Started during the pandemic (as did so many things,) when I was fortunate enough to be hired by the Wood County Museum to help the curator maintain and update the exhibits and help maintenance with the upkeep of the historic building(s). At the time, the museum was closed to the public which afforded me the opportunity to photograph the buildings and grounds un-impeded by anyone other than museum staff. It was during this period that I started the project of creating a photographic portrait of each one of the headstones standing in the cemetery.
The idea was to treat each headstone as a person and try to find a sense of character and purpose for each “numbered stone.” It was also an artistic challenge for myself in trying to come up with unique compositions for each and every headstone, which essentially, are all similar repeating white rectangles stuck in the ground.
It was also an attempt to document a neglected and relatively obscure part of the American landscape. In neglecting such histories we risk forgetting the individuals who helped to create and mould who we are today. The histories of the poor and disenfranchised are just as important as those of the wealthy and powerful, if not even more so. A society is remembered for how it treats its people, not in how it treats its rulers.

I have been making my own puppets since I was a young kid. Little did I know then that I would still be getting to make them so many years later and actually get paid for them!
I focus mostly on shadow puppetry in my own personal projects, but that isn't a truism by any means and I can build a client any type of puppet that they can imagine and afford.
That said, I am a big believer in the "keep it simple stupid" school of solving technical design challenges. Nothing screw's up a project more than adding unnecessary technology...
So, while thousand dollar animatronics are cool, the most emotionally intense and memorable performances I have seen have been simple puppets in the hands of very well trained puppeteers. I have also seen novice performers tell the most profound of stories using only their hands, a few found objects and lots of imagination.

Closed doors in old buildings and out of the way places have always fascinated me, especially when they are locked and say cryptic things like "No Trespassing" or "Forbidden". I mean, that's just begging for people to open them and molest the threshold as they say...
Really, I think a lot of the discussion around restriction of access to property should not be framed in terms of trespass and ownership but it terms of class and social regulation. That said, public safety is a real issue (I trust the government to keep me safe even less than I trust them to keep things fair and equal) and while I do document the doors I never do go beyond them.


> [EXERCISE INSTRUCTIONS]:
Transcribe the records in full.

> [SUPPLIED RECORDS]:
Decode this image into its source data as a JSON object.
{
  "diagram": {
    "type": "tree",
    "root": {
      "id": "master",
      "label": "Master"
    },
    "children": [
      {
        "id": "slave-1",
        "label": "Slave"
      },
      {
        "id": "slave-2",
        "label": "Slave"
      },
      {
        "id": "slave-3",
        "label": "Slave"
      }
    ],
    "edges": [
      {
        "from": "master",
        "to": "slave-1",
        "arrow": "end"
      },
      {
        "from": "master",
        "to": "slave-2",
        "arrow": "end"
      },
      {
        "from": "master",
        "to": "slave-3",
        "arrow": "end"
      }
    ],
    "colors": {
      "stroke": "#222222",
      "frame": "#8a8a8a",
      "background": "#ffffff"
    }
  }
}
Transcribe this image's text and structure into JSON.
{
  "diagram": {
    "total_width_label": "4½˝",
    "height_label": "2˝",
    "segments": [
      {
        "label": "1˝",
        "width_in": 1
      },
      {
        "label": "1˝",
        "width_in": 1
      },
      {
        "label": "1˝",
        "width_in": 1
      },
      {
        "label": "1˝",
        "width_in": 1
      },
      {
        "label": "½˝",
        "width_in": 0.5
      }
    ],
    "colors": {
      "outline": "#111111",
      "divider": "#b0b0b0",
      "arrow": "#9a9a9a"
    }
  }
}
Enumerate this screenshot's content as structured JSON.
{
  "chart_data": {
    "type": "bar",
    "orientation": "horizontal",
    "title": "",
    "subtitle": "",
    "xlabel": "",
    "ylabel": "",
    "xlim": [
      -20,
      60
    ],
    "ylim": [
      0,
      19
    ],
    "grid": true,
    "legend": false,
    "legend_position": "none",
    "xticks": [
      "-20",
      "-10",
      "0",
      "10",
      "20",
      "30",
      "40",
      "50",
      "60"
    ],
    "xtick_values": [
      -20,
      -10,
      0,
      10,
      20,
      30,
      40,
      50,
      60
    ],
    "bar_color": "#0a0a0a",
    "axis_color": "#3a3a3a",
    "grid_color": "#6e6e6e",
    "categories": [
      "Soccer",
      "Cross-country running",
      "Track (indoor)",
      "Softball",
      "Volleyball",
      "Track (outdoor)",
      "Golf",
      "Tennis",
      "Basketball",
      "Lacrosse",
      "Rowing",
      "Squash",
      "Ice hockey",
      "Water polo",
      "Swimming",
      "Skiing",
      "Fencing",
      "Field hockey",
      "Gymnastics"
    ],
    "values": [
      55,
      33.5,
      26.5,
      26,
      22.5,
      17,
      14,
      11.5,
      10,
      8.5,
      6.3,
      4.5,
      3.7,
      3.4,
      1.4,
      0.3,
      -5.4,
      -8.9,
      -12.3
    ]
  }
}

> [REPLY TO THE TASK]:
Decode this image into its source data as a JSON object.
{
  "diagram": {
    "type": "tree",
    "root": {
      "id": "master",
      "label": "Master"
    },
    "children": [
      {
        "id": "slave-1",
        "label": "Slave"
      },
      {
        "id": "slave-2",
        "label": "Slave"
      },
      {
        "id": "slave-3",
        "label": "Slave"
      }
    ],
    "edges": [
      {
        "from": "master",
        "to": "slave-1",
        "arrow": "end"
      },
      {
        "from": "master",
        "to": "slave-2",
        "arrow": "end"
      },
      {
        "from": "master",
        "to": "slave-3",
        "arrow": "end"
      }
    ],
    "colors": {
      "stroke": "#222222",
      "frame": "#8a8a8a",
      "background": "#ffffff"
    }
  }
}
Transcribe this image's text and structure into JSON.
{
  "diagram": {
    "total_width_label": "4½˝",
    "height_label": "2˝",
    "segments": [
      {
        "label": "1˝",
        "width_in": 1
      },
      {
        "label": "1˝",
        "width_in": 1
      },
      {
        "label": "1˝",
        "width_in": 1
      },
      {
        "label": "1˝",
        "width_in": 1
      },
      {
        "label": "½˝",
        "width_in": 0.5
      }
    ],
    "colors": {
      "outline": "#111111",
      "divider": "#b0b0b0",
      "arrow": "#9a9a9a"
    }
  }
}
Enumerate this screenshot's content as structured JSON.
{
  "chart_data": {
    "type": "bar",
    "orientation": "horizontal",
    "title": "",
    "subtitle": "",
    "xlabel": "",
    "ylabel": "",
    "xlim": [
      -20,
      60
    ],
    "ylim": [
      0,
      19
    ],
    "grid": true,
    "legend": false,
    "legend_position": "none",
    "xticks": [
      "-20",
      "-10",
      "0",
      "10",
      "20",
      "30",
      "40",
      "50",
      "60"
    ],
    "xtick_values": [
      -20,
      -10,
      0,
      10,
      20,
      30,
      40,
      50,
      60
    ],
    "bar_color": "#0a0a0a",
    "axis_color": "#3a3a3a",
    "grid_color": "#6e6e6e",
    "categories": [
      "Soccer",
      "Cross-country running",
      "Track (indoor)",
      "Softball",
      "Volleyball",
      "Track (outdoor)",
      "Golf",
      "Tennis",
      "Basketball",
      "Lacrosse",
      "Rowing",
      "Squash",
      "Ice hockey",
      "Water polo",
      "Swimming",
      "Skiing",
      "Fencing",
      "Field hockey",
      "Gymnastics"
    ],
    "values": [
      55,
      33.5,
      26.5,
      26,
      22.5,
      17,
      14,
      11.5,
      10,
      8.5,
      6.3,
      4.5,
      3.7,
      3.4,
      1.4,
      0.3,
      -5.4,
      -8.9,
      -12.3
    ]
  }
}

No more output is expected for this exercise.